RaveElectric LiteratureAbout once a year, you find a book that you can unimpeachably recommend to everyone...This year, and just in time for holiday gifts and small talk, John Jeremiah Sullivan has given us that book in Pulphead. ... there’s a common thread connecting the touching personal essays for The Paris Review with the sexy, weed-soaked assignments for GQ: Each is a lesson in generosity ... A lot of the sources Sullivan befriends have been hounded for years, but he wins people over, again and again; reading through, you start to think he must be a super-charming person ... Generously, Sullivan honors each of these people’s trust in the written piece. The book is LOL funny, but he never once makes a joke at one of his sources’ expense ... He’s a total fanboy — he knows more Road Rules trivia than the cast members themselves do — and his goal, in these pieces, is not to tear things down but to share his love for everything he reports on ... I’ll resist the urge to go on and on, because I’m sure I’ll spend the next two months doing so to all of my friends and acquaintances. Instead, I’ll just recommend it to you as your next recommendable book.
Denis Johnson
RaveElectric LiteratureTrain Dreams is a gorgeous, rich book about the classic American myth, but written for a country that’s lost faith in its own mythology. It’s a portrait of the West when we were rich, cocky, and our destiny had manifested, but told through the eyes of Grainier, who is humble, ungreedy, and unsure of himself … At barely over 100 pages, you can afford to read it slowly, enjoying the gorgeous, small, weird scenes, Johnson’s hallmark as an excellent short-story writer … The train itself is an interesting central anchor for a book about being disappointed with progress. The train was both the realization and the destruction of the pioneer dream … Train Dreams, luscious with grief, regret, and lowered expectations, is a lesson in end-of-the-frontier humility for a country anticipating apocalypse.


Task statement ->
Where does the string "scan" appear in the records? Copy each line that holds it.
======== Data extracts
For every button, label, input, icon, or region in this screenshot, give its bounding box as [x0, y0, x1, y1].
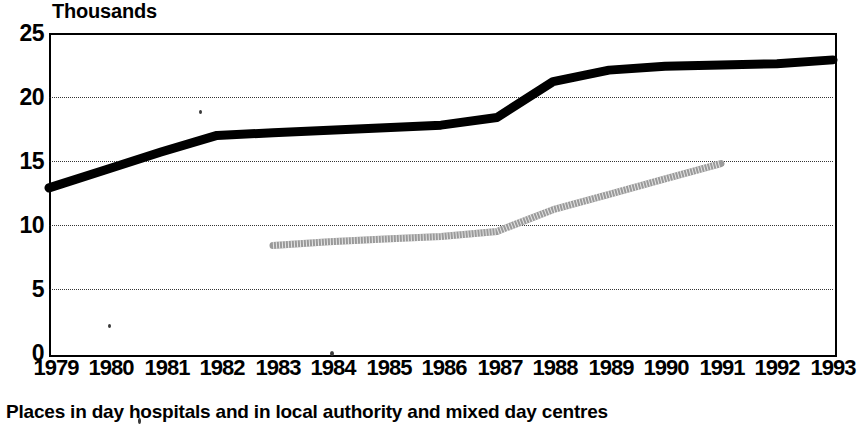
x-tick-1992: 1992: [755, 357, 800, 379]
x-tick-1993: 1993: [811, 357, 856, 379]
scan-speckle: [199, 110, 202, 114]
x-tick-1988: 1988: [533, 357, 578, 379]
y-tick-5: 5: [0, 278, 44, 301]
series-plot: [49, 33, 833, 353]
x-tick-1985: 1985: [367, 357, 412, 379]
x-tick-1983: 1983: [256, 357, 301, 379]
x-tick-1979: 1979: [34, 357, 79, 379]
x-tick-1984: 1984: [311, 357, 356, 379]
series-line-day-centres: [273, 164, 721, 246]
x-tick-1980: 1980: [89, 357, 134, 379]
chart-page: Thousands 25 20 15 10 5 0 1979 1980 1981…: [0, 0, 861, 433]
x-tick-1982: 1982: [200, 357, 245, 379]
chart-caption: Places in day hospitals and in local aut…: [6, 401, 608, 423]
scan-speckle: [108, 324, 111, 328]
x-tick-1987: 1987: [478, 357, 523, 379]
x-tick-1991: 1991: [700, 357, 745, 379]
x-tick-1990: 1990: [644, 357, 689, 379]
y-tick-20: 20: [0, 86, 44, 109]
x-tick-1986: 1986: [422, 357, 467, 379]
y-tick-25: 25: [0, 22, 44, 45]
scan-speckle: [330, 351, 334, 356]
x-tick-1981: 1981: [145, 357, 190, 379]
x-axis-labels: 1979 1980 1981 1982 1983 1984 1985 1986 …: [0, 357, 861, 387]
plot-area: [49, 33, 833, 353]
x-tick-1989: 1989: [589, 357, 634, 379]
units-label: Thousands: [52, 1, 157, 21]
scan-speckle: [138, 418, 141, 424]
y-tick-10: 10: [0, 214, 44, 237]
y-tick-15: 15: [0, 150, 44, 173]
================
Response ->
scan-speckle: [199, 110, 202, 114]
scan-speckle: [108, 324, 111, 328]
scan-speckle: [330, 351, 334, 356]
scan-speckle: [138, 418, 141, 424]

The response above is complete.